In less than two years, the transition to digital TV will be a done deal. For anyone shopping TVs today, the question isn’t whether you’ll buy an HDTV but which type, format, and feature set you’ll choose. Consumers used to just pick a screen size and style. These days you have to pick from an alphabet soup of technologies, too: DLP, D-ILA, LCD, and plasma for starters and then projector or standalone TV to boot.
All the options are good news for homeowners seeking to fit TVs into various rooms in the house. Today’s custom home could well house several different types of TVs depending on the room and the application. Flat-panel TVs may be all the rage, but customers will always prefer the cinema-like experience of a projector system in the home theater. An affordable rear-projection TV might be the best option for a family room where homeowners don’t want to commit to a full-blown installation. An LCD TV might be the preferred choice over plasma for above the fireplace because its lighter weight requires less bracing.
Manufacturers are doing their part to make HDTV too good to pass up. Price wars at the end of 2006 sent consumers scurrying to stores in search of $1,000 42-inch plasma TVs, a price not fathomable a few short years ago. And TVs today simply fit better in a room. Design is as much a part of the engineering process as picture quality and features. Flat displays are no longer a marketing craze but the holy grail of TV design. The big bulky rear-projection tube TV of the past will soon be a relic of the analog age. Not all TVs are flat panels, but competing technologies had better be thin if they want to take on plasma and LCD.
There are a few things homeowners need to know about their TV choices over the next few years. Flat-panel TVs will expand into new and larger screen sizes to meet a variety of placement options. Panasonic held 2006 bragging rights with the largest flat-panel TV—a 103-inch plasma model that sells for roughly $60,000. Sharp Electronics wants the trophy this year and plans to deliver a 108-inch LCD TV during 2007.
An alternative to plasma and LCD is Digital Light Processing (DLP), a technology based on Texas Instruments components and built to the specs of TV makers including Samsung, Toshiba, Mitsubishi, LG, and others. DLP TVs tend to be larger and less expensive than their flat-panel counterparts. Mitsubishi’s DLP TVs, for instance, measure 52-, 57-, 62-, 65-, and 73 inches.

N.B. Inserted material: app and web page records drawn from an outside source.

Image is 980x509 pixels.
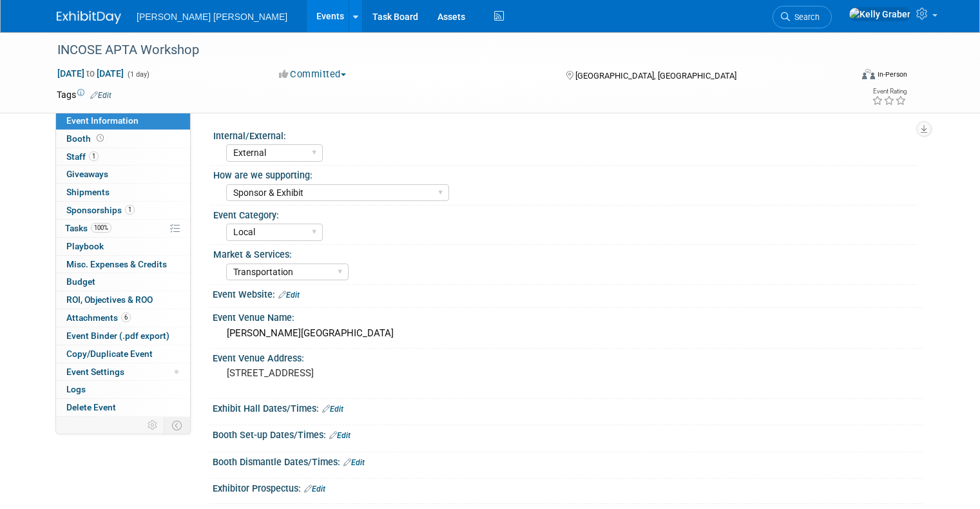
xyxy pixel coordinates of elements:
span: (1 day) [126,70,149,78]
a: Edit [322,405,344,414]
span: 1 [125,205,135,215]
a: Misc. Expenses & Credits [56,256,190,273]
span: [GEOGRAPHIC_DATA], [GEOGRAPHIC_DATA] [575,71,736,80]
a: Budget [56,273,190,291]
a: Staff1 [56,148,190,166]
span: Event Information [66,115,138,126]
span: Misc. Expenses & Credits [66,259,167,269]
a: Edit [90,91,111,100]
a: Search [773,6,832,28]
a: Edit [329,431,351,441]
div: [PERSON_NAME][GEOGRAPHIC_DATA] [222,323,914,344]
span: Logs [66,384,86,394]
img: ExhibitDay [57,11,121,24]
td: Tags [57,88,111,101]
a: Tasks100% [56,220,190,237]
span: ROI, Objectives & ROO [66,294,153,305]
span: [DATE] [DATE] [57,68,124,79]
span: Tasks [65,223,111,233]
div: How are we supporting: [213,166,917,182]
a: Booth [56,130,190,147]
a: Event Binder (.pdf export) [56,327,190,345]
span: Budget [66,277,95,287]
span: Staff [66,151,99,162]
img: Kelly Graber [848,7,911,21]
div: Event Format [781,67,907,86]
div: Internal/External: [213,126,917,142]
a: Edit [304,485,325,494]
a: Giveaways [56,166,190,183]
span: 1 [89,151,99,161]
span: Modified Layout [174,370,178,374]
div: Event Rating [872,88,906,95]
div: INCOSE APTA Workshop [53,39,835,62]
span: Attachments [66,313,131,323]
pre: [STREET_ADDRESS] [227,367,495,379]
a: Edit [344,458,365,468]
div: Market & Services: [213,245,917,261]
a: Event Settings [56,363,190,381]
button: Committed [274,68,351,81]
a: Shipments [56,184,190,201]
td: Toggle Event Tabs [165,417,191,434]
a: Sponsorships1 [56,201,190,219]
a: Playbook [56,238,190,255]
span: 6 [121,313,131,322]
span: Event Settings [66,367,124,377]
div: Exhibitor Prospectus: [213,479,923,496]
td: Personalize Event Tab Strip [142,417,165,434]
div: In-Person [877,70,907,79]
div: Event Website: [213,285,923,302]
img: Format-Inperson.png [862,69,875,79]
a: Delete Event [56,399,190,416]
span: Event Binder (.pdf export) [66,331,169,341]
div: Event Category: [213,205,917,222]
div: Event Venue Address: [213,349,923,365]
a: Event Information [56,112,190,130]
a: ROI, Objectives & ROO [56,291,190,309]
a: Copy/Duplicate Event [56,346,190,363]
span: Delete Event [66,402,116,413]
span: 100% [91,223,111,232]
div: Exhibit Hall Dates/Times: [213,399,923,415]
span: Giveaways [66,169,108,179]
span: to [84,68,97,78]
a: Logs [56,381,190,398]
div: Booth Set-up Dates/Times: [213,425,923,442]
span: Playbook [66,241,104,252]
span: [PERSON_NAME] [PERSON_NAME] [137,12,288,22]
div: Event Venue Name: [213,308,923,324]
span: Booth not reserved yet [94,134,107,143]
a: Attachments6 [56,309,190,327]
span: Sponsorships [66,205,135,215]
span: Booth [66,134,107,144]
div: Booth Dismantle Dates/Times: [213,452,923,469]
span: Search [790,13,819,22]
a: Edit [278,291,299,300]
span: Copy/Duplicate Event [66,349,153,359]
span: Shipments [66,187,109,198]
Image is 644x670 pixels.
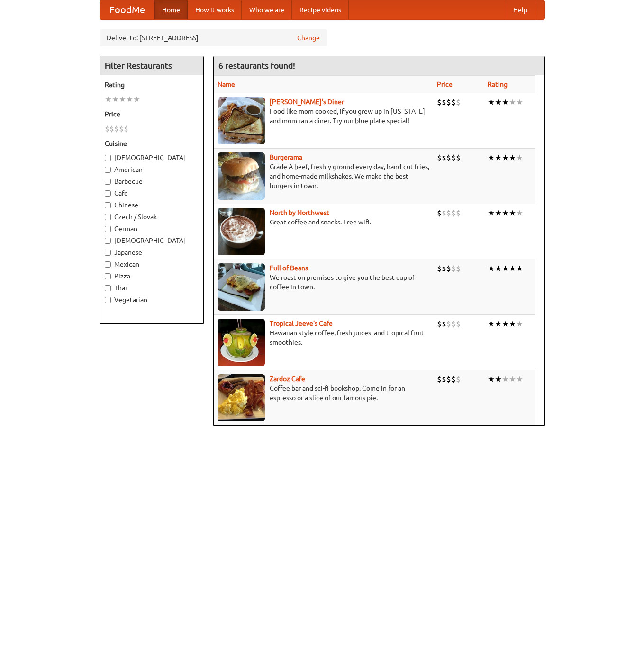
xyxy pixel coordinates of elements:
[270,264,308,272] a: Full of Beans
[105,283,199,293] label: Thai
[509,374,516,385] li: ★
[451,153,456,163] li: $
[446,263,451,274] li: $
[100,56,203,75] h4: Filter Restaurants
[516,153,524,163] li: ★
[105,226,111,232] input: German
[451,319,456,329] li: $
[437,80,452,88] a: Price
[242,1,292,19] a: Who we are
[451,208,456,218] li: $
[509,263,516,274] li: ★
[105,295,199,304] label: Vegetarian
[516,208,524,218] li: ★
[292,1,348,19] a: Recipe videos
[495,319,502,329] li: ★
[502,319,509,329] li: ★
[270,320,333,327] a: Tropical Jeeve's Cafe
[105,176,199,186] label: Barbecue
[495,153,502,163] li: ★
[456,153,460,163] li: $
[105,236,199,245] label: [DEMOGRAPHIC_DATA]
[488,80,508,88] a: Rating
[105,123,110,134] li: $
[123,123,128,134] li: $
[488,208,495,218] li: ★
[488,98,495,108] li: ★
[270,375,305,383] a: Zardoz Cafe
[126,95,133,105] li: ★
[437,319,442,329] li: $
[516,263,524,274] li: ★
[488,319,495,329] li: ★
[119,123,123,134] li: $
[502,208,509,218] li: ★
[270,153,302,161] a: Burgerama
[456,263,460,274] li: $
[105,80,199,90] h5: Rating
[488,153,495,163] li: ★
[105,237,111,244] input: [DEMOGRAPHIC_DATA]
[105,214,111,220] input: Czech / Slovak
[509,153,516,163] li: ★
[442,319,446,329] li: $
[516,98,524,108] li: ★
[105,153,199,163] label: [DEMOGRAPHIC_DATA]
[105,261,111,267] input: Mexican
[509,208,516,218] li: ★
[105,273,111,279] input: Pizza
[217,162,430,190] p: Grade A beef, freshly ground every day, hand-cut fries, and home-made milkshakes. We make the bes...
[509,98,516,108] li: ★
[446,374,451,385] li: $
[217,98,265,145] img: sallys.jpg
[217,208,265,255] img: north.jpg
[100,1,154,19] a: FoodMe
[495,208,502,218] li: ★
[217,319,265,366] img: jeeves.jpg
[442,153,446,163] li: $
[105,200,199,210] label: Chinese
[451,98,456,108] li: $
[437,374,442,385] li: $
[105,285,111,291] input: Thai
[270,98,344,105] a: [PERSON_NAME]'s Diner
[446,153,451,163] li: $
[516,374,524,385] li: ★
[105,272,199,281] label: Pizza
[217,80,235,88] a: Name
[114,123,119,134] li: $
[105,155,111,161] input: [DEMOGRAPHIC_DATA]
[112,95,119,105] li: ★
[110,123,114,134] li: $
[456,319,460,329] li: $
[509,319,516,329] li: ★
[133,95,141,105] li: ★
[495,263,502,274] li: ★
[451,374,456,385] li: $
[446,319,451,329] li: $
[105,167,111,173] input: American
[105,248,199,257] label: Japanese
[516,319,524,329] li: ★
[105,178,111,185] input: Barbecue
[217,383,430,403] p: Coffee bar and sci-fi bookshop. Come in for an espresso or a slice of our famous pie.
[217,328,430,347] p: Hawaiian style coffee, fresh juices, and tropical fruit smoothies.
[502,263,509,274] li: ★
[456,208,460,218] li: $
[105,139,199,148] h5: Cuisine
[456,374,460,385] li: $
[105,202,111,209] input: Chinese
[451,263,456,274] li: $
[100,29,327,47] div: Deliver to: [STREET_ADDRESS]
[217,106,430,125] p: Food like mom cooked, if you grew up in [US_STATE] and mom ran a diner. Try our blue plate special!
[188,1,242,19] a: How it works
[105,95,112,105] li: ★
[502,98,509,108] li: ★
[442,374,446,385] li: $
[217,273,430,292] p: We roast on premises to give you the best cup of coffee in town.
[495,98,502,108] li: ★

DLP TVs are shallower and much lighter than the old CRT tube TVs, but they still require a fair share of floor space. A 56-inch Samsung DLP set, for instance, measures 17 inches deep. But DLP technology doesn’t require the glass tubes of old rear-projection sets, making them lightweight for their size. For those wanting to mount a TV in a cabinet, the 84-pound weight is extremely manageable.